(Material for this task Opens)
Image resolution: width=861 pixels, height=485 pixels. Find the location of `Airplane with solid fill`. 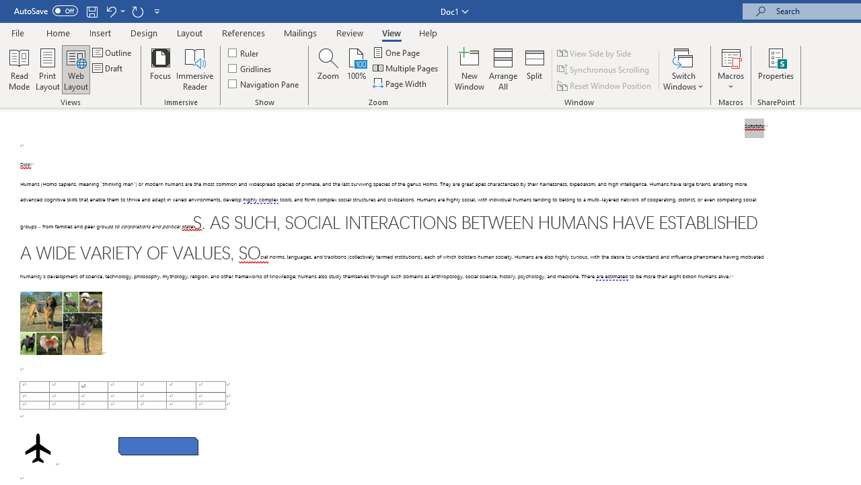

Airplane with solid fill is located at coordinates (38, 448).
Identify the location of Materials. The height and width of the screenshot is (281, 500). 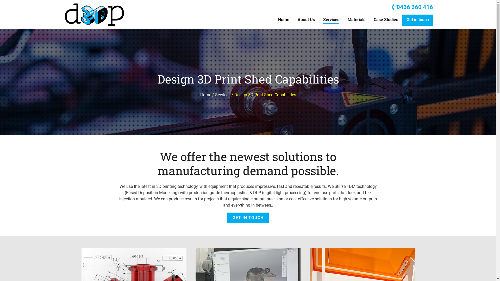
(356, 20).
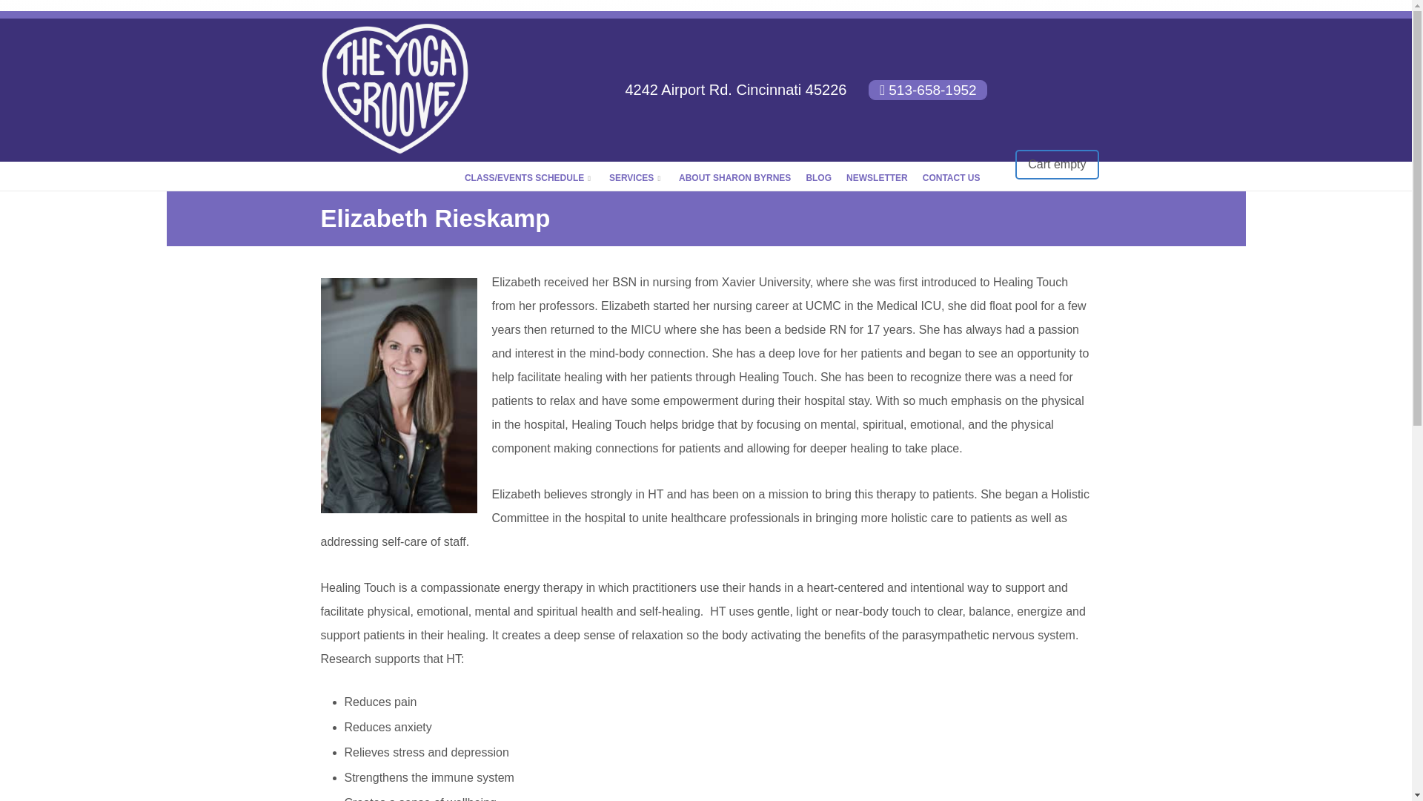  I want to click on CONTACT US, so click(951, 178).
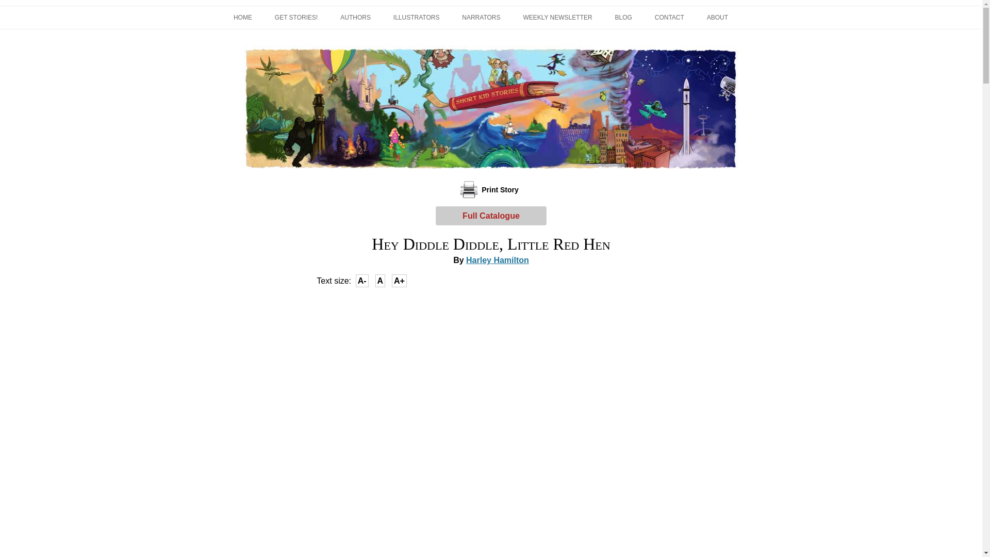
(Material for this task Closes)
**Work required:** Exactly as written, copy the entries above without their pictures.

**Solution:**
Image resolution: width=861 pixels, height=485 pixels. Find the location of `Airplane with solid fill`. 

Airplane with solid fill is located at coordinates (38, 448).
Identify the location of Materials. The height and width of the screenshot is (281, 500). 
(356, 20).
  I want to click on CONTACT US, so click(951, 178).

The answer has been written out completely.